Task instructions: Verbatim repeat, images excluded. Give each entry again as written.

Measuring device readout data:
▬▬▬▬▬▬▬▬▬▬

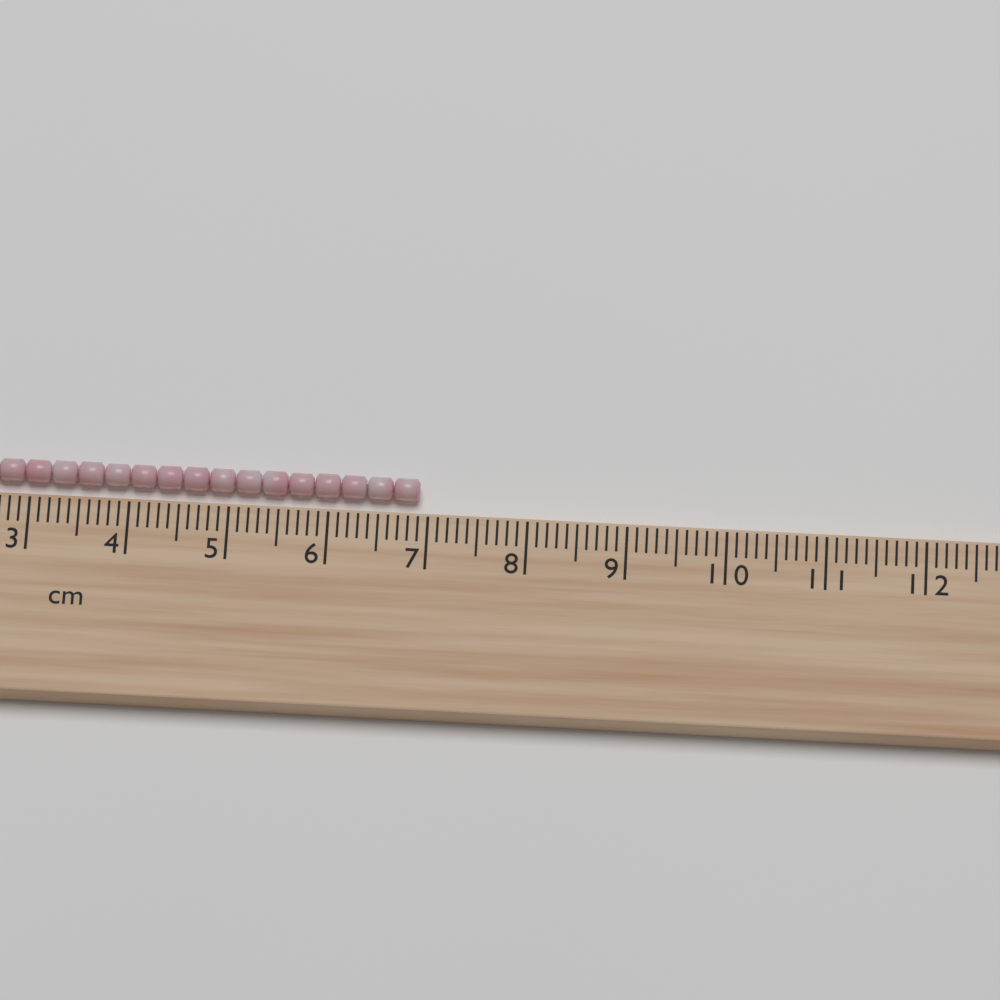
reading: 6.9 cm
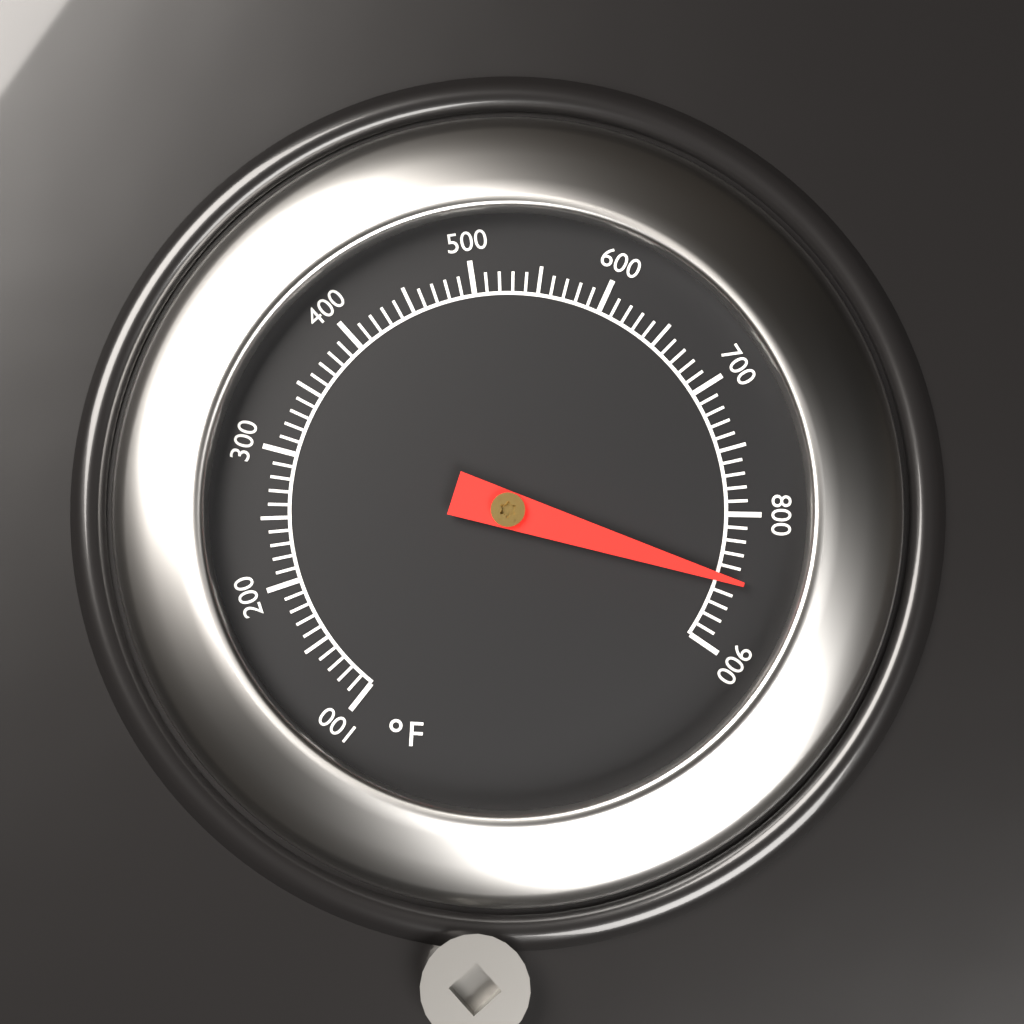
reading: 850 °F
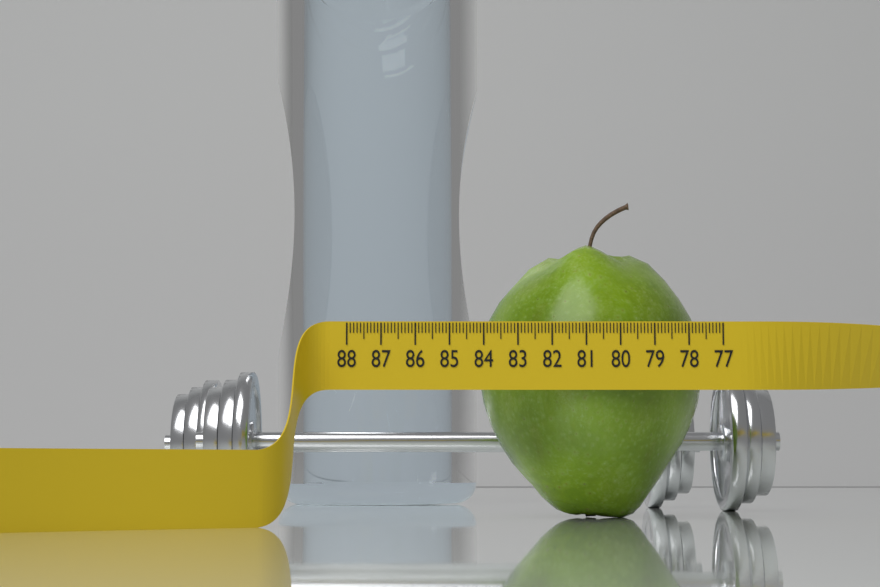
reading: 84.0 (no unit)
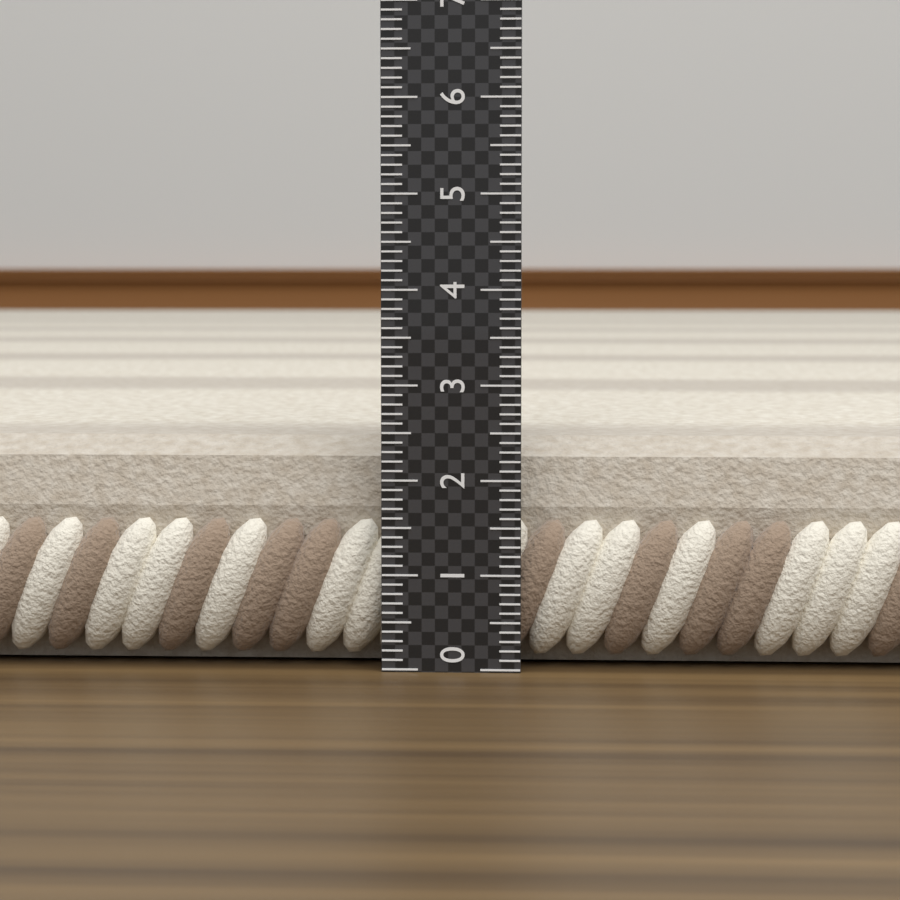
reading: 2.4 (no unit)
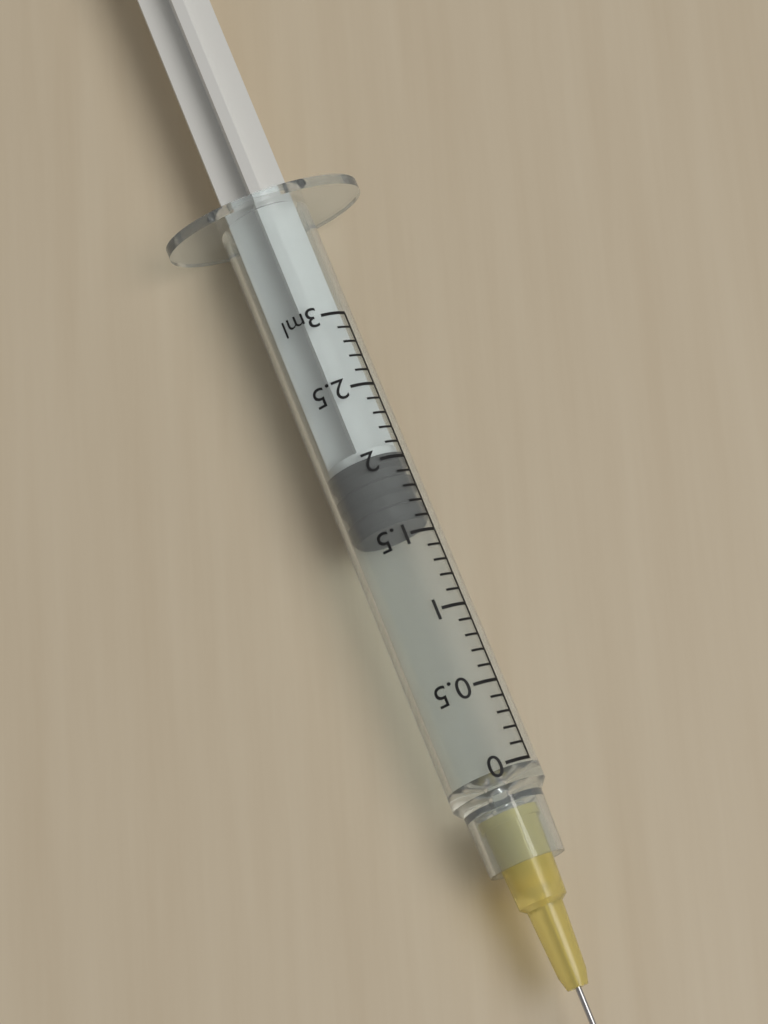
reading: 1.6 ml
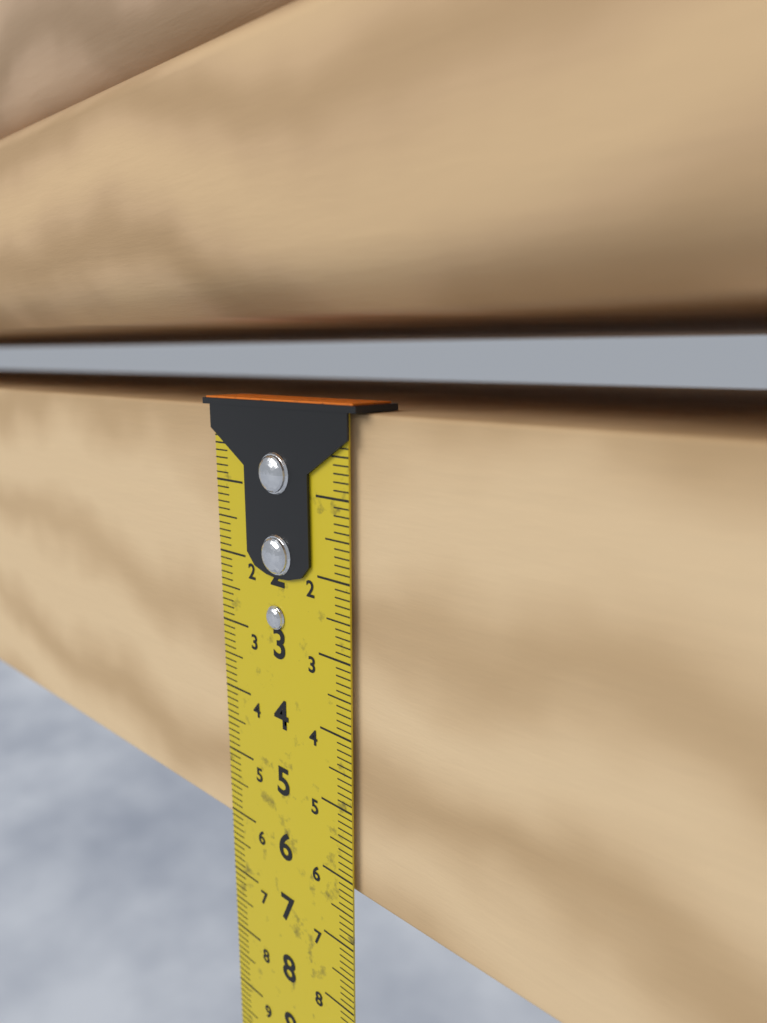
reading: 6.2 cm
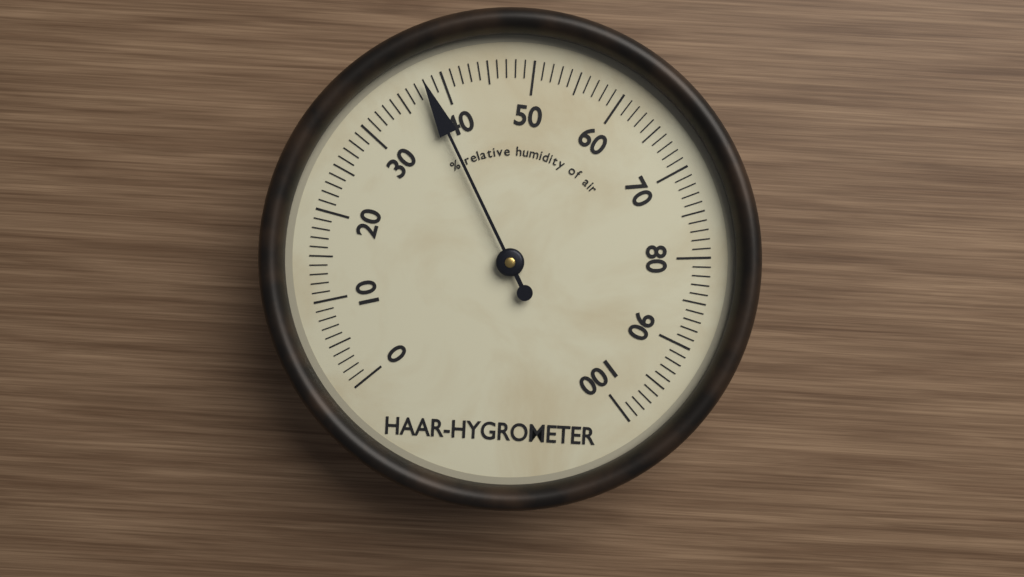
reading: 38 %
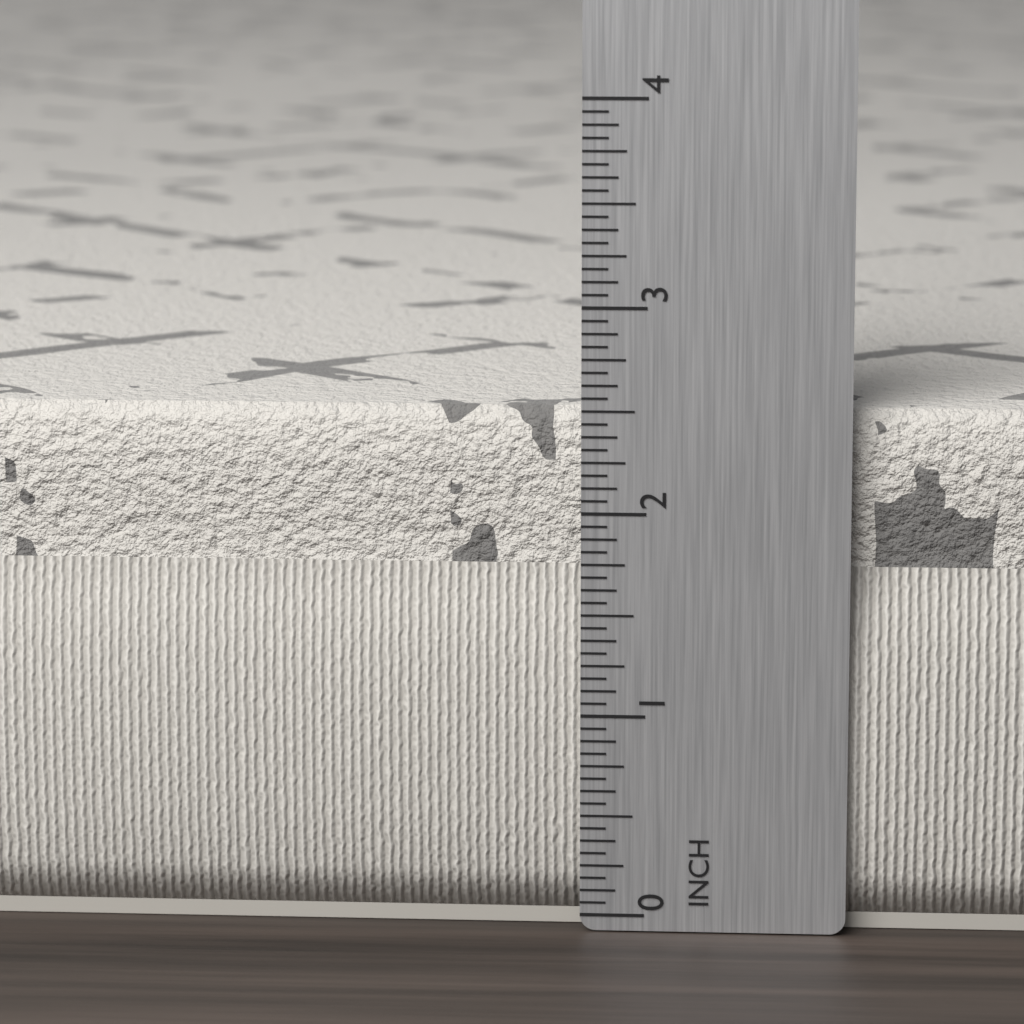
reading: 2.5000 in
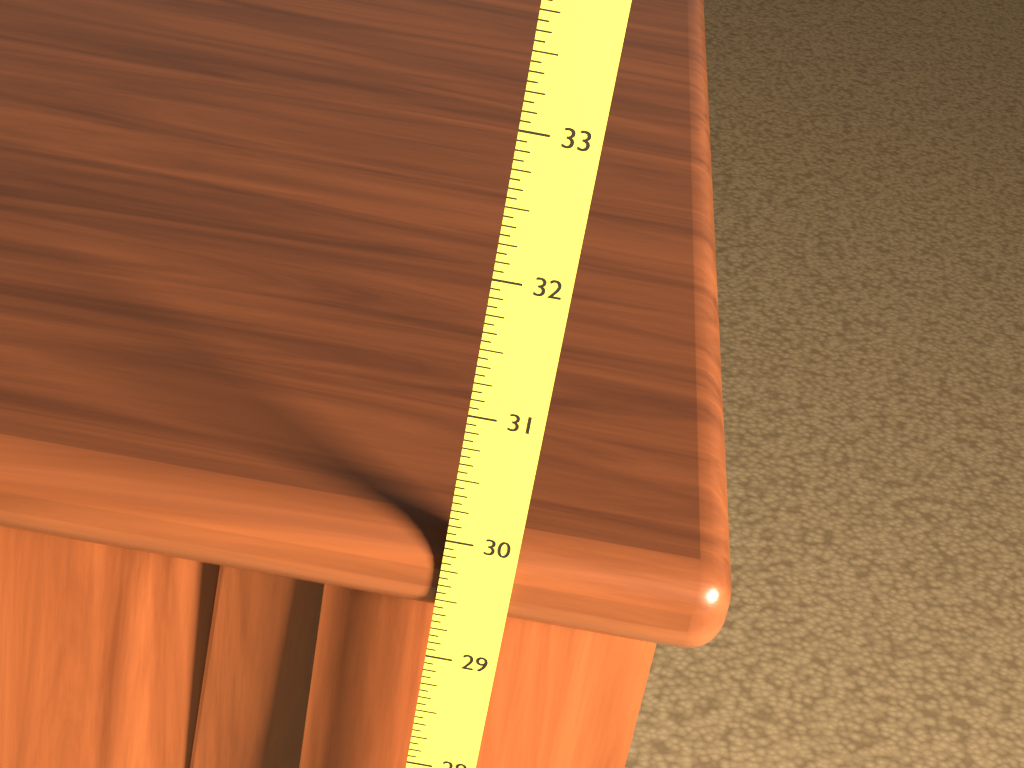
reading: 30.0000 (no unit)
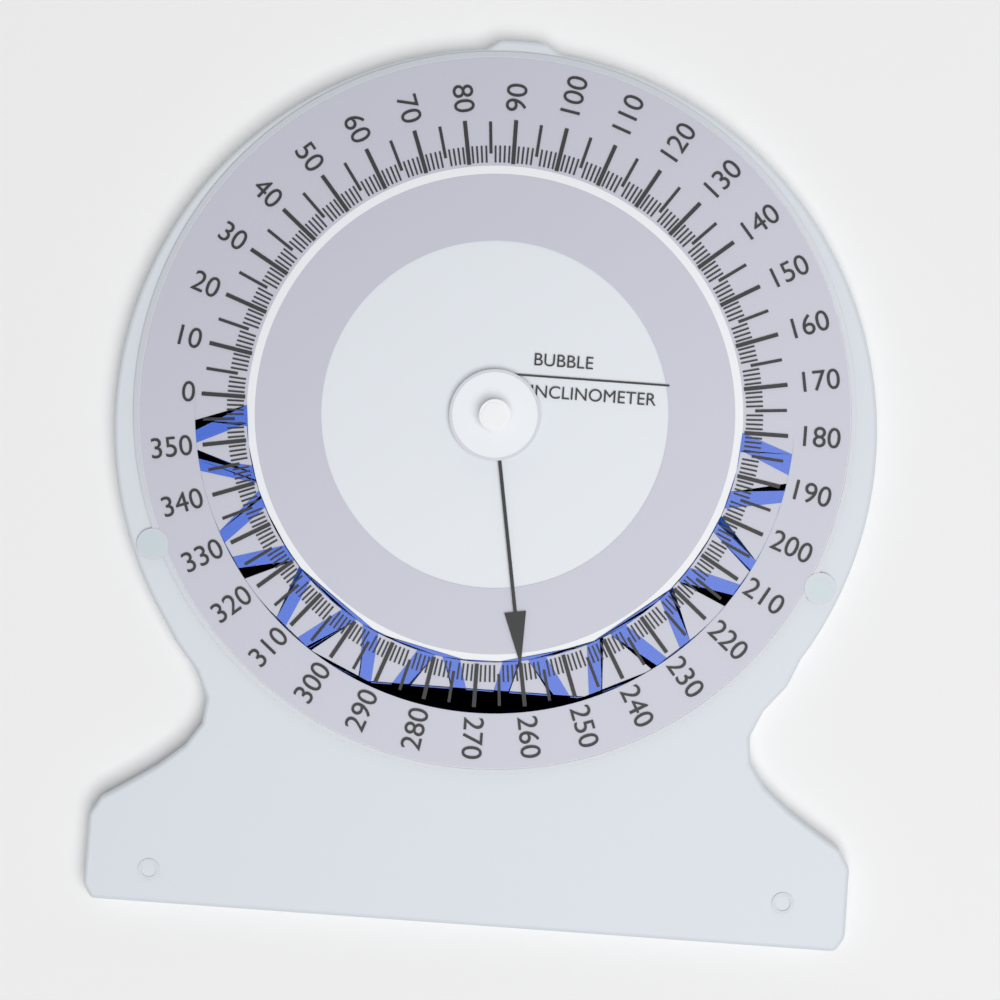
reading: 260 (no unit)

▬▬▬▬▬▬▬▬▬▬

Task solution:
reading: 6.9 cm
reading: 850 °F
reading: 84.0 (no unit)
reading: 2.4 (no unit)
reading: 1.6 ml
reading: 6.2 cm
reading: 38 %
reading: 2.5000 in
reading: 30.0000 (no unit)
reading: 260 (no unit)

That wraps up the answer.